When I first came across Alan Stubbs’s work, among the submissions to a magazine, I was reading tens of thousands of unsolicited poems a year. I was punch-drunk with the repeated strategies and repetitive ideas that dominated and still dominate if not British verse as a whole, then the whole middle ground of that verse. I was, as any committed reader of verse must be, frequently bored by the riskless, irreproachable poetry I so often found arranged on the page before me. Alan Stubbs’s poetry, by contrast, came searing off the page: restless, energetic, uncomfortable and discomforting, like a call to poetic arms. And so it does today.
Fiona Sampson
Coleshill, 12th February, 2016
Fiona Sampson.
Fiona has been shortlisted twice for the T.S. Eliot and Forward Prizes. Her work has been translated into more than thirty languages, and awarded a Cholmondeley Award, the Newdigate Prize and the Ziaten Prsten (Macedonia) among others. A Fellow and Council Member of the Royal Society of Literature, she is Professor of Poetry at the University of Roehampton and is the Editor of Poem magazine.
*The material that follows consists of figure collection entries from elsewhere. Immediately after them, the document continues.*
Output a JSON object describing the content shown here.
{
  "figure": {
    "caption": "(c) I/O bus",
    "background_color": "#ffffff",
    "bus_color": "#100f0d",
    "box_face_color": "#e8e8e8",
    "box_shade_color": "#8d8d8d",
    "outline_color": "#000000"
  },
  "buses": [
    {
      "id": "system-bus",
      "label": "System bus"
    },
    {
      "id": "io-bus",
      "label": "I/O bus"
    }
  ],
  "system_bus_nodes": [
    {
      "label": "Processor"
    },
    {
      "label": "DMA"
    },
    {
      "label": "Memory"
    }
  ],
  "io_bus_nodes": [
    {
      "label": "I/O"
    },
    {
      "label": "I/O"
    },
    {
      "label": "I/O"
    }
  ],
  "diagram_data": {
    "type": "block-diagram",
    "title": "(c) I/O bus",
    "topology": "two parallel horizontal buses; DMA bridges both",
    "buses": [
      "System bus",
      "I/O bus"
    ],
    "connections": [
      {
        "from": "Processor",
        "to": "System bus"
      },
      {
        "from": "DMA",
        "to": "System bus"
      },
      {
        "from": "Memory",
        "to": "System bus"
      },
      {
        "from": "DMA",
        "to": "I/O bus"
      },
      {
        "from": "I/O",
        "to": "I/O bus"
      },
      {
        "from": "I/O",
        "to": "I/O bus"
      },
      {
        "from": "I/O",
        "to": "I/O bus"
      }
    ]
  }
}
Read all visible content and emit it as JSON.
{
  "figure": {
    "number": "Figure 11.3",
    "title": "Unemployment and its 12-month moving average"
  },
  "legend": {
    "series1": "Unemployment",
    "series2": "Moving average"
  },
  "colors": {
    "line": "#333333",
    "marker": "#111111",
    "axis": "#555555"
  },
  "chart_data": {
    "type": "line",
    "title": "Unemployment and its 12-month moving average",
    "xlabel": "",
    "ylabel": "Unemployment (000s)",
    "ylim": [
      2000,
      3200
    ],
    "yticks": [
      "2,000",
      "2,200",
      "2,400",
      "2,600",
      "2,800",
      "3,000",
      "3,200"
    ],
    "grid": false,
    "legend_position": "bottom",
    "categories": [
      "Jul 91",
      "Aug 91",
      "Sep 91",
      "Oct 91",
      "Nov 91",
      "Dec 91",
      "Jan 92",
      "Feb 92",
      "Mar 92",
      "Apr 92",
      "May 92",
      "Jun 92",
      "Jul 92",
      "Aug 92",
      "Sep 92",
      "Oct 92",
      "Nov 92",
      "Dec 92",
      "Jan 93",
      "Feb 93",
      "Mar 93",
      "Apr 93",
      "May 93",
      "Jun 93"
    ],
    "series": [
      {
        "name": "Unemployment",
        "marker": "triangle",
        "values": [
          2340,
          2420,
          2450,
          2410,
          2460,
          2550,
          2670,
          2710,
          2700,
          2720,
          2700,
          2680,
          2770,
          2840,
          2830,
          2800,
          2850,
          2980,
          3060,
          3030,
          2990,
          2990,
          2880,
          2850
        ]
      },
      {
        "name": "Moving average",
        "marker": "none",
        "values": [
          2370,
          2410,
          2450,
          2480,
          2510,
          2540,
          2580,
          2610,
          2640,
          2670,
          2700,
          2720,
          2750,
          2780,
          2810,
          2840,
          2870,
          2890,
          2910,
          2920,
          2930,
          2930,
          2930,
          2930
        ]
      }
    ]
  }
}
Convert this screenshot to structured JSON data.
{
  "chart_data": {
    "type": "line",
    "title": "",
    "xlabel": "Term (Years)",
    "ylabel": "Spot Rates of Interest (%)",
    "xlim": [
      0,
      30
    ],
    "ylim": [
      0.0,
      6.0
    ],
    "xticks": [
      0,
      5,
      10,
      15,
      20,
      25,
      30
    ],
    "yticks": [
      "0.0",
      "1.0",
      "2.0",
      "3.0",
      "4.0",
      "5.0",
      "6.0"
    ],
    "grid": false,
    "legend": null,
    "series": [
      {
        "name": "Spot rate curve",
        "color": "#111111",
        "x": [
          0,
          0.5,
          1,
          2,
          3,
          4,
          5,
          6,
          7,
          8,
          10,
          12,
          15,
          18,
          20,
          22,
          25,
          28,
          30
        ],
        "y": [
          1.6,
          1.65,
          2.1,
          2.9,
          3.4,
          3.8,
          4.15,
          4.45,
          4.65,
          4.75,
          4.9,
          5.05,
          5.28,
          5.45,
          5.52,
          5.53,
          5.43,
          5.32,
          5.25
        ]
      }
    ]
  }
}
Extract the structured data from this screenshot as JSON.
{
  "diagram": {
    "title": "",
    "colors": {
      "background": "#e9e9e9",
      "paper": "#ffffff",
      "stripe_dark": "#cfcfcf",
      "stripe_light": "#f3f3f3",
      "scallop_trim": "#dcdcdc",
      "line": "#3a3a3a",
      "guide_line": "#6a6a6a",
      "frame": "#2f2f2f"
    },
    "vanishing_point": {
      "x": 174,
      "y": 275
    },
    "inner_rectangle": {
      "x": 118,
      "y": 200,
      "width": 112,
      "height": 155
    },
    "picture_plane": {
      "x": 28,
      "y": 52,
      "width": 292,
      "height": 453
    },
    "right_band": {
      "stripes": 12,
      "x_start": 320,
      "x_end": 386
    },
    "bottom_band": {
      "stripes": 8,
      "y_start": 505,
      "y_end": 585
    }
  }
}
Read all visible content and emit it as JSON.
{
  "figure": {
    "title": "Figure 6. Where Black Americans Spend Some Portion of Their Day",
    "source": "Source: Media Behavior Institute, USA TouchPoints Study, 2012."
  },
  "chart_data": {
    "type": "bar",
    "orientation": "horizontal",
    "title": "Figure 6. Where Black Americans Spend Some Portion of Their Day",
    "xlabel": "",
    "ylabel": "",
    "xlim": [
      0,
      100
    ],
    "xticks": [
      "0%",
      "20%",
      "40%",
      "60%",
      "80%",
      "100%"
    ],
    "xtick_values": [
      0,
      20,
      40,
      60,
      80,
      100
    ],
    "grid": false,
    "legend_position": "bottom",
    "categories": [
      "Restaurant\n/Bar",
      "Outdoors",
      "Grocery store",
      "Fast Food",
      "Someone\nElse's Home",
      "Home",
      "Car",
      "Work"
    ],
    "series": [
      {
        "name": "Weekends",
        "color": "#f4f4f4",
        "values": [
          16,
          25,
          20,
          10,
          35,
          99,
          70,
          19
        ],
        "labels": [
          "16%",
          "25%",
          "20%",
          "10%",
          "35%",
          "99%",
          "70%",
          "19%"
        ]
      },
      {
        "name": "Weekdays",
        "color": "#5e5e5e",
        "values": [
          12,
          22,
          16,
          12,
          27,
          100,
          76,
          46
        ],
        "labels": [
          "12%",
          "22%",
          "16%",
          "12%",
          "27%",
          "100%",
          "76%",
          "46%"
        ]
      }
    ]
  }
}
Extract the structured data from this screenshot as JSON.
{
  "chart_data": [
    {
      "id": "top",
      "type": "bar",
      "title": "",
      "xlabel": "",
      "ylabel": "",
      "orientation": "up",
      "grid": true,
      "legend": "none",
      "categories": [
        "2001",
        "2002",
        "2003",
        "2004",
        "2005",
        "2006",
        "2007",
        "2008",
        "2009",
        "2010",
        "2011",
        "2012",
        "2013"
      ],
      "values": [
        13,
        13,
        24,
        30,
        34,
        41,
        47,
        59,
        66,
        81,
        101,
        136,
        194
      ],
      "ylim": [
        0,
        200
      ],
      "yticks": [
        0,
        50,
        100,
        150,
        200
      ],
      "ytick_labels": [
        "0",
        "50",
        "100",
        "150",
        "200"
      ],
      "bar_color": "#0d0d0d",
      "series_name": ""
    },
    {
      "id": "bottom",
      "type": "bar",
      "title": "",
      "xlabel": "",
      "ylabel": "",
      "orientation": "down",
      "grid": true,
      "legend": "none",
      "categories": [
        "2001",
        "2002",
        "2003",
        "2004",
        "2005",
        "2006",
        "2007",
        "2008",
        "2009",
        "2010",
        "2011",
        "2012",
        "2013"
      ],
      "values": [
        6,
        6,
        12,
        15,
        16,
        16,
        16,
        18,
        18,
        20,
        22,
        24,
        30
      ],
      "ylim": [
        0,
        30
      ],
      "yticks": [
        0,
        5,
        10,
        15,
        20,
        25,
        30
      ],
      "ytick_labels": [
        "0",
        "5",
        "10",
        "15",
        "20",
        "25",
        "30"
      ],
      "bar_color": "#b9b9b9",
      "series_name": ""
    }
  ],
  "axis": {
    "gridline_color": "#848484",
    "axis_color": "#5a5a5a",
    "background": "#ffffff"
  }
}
Just to say that I have realised that the Collected Poems (2000 - 2025) does not contain 4 poems that I wrote for the anthology To kingdom come, published by the Onslaught Press in 2016. I am especially proud of one of these poems that is based on a Reuters article of the time titled The Afghan Housing Crisis. Perhaps I should include these in the Selected Poems? Decisions decisions!
Very Best,
Alan
Just to say that I have started work on publishing a 'Selected' edition of my poems 2000 - 2025.
And good news celebrated award winning poet and biographer Fiona Sampson has agreed to the use of her Preface to The Lost Box of Eyes, as a Preface to the Selected. Thank you Fiona, that's very kind.
looking forward to completing this personal selection.
Best Regards,
Alan John Stubbs
ANNOUNCING THE PUBLICATION OF ALL 5 BOOKS.
I have received a copy of the Collected Poems 2000 - 2025, and I am very happy with it.
All 5 Poems (The Collected Poems 2000 - 2025) is available as a hardback on Amazon.
To see it press here ALL 5 Books
This book is a record of the poems I have written over this period, and also contains an essay I wrote for Agenda Magazine.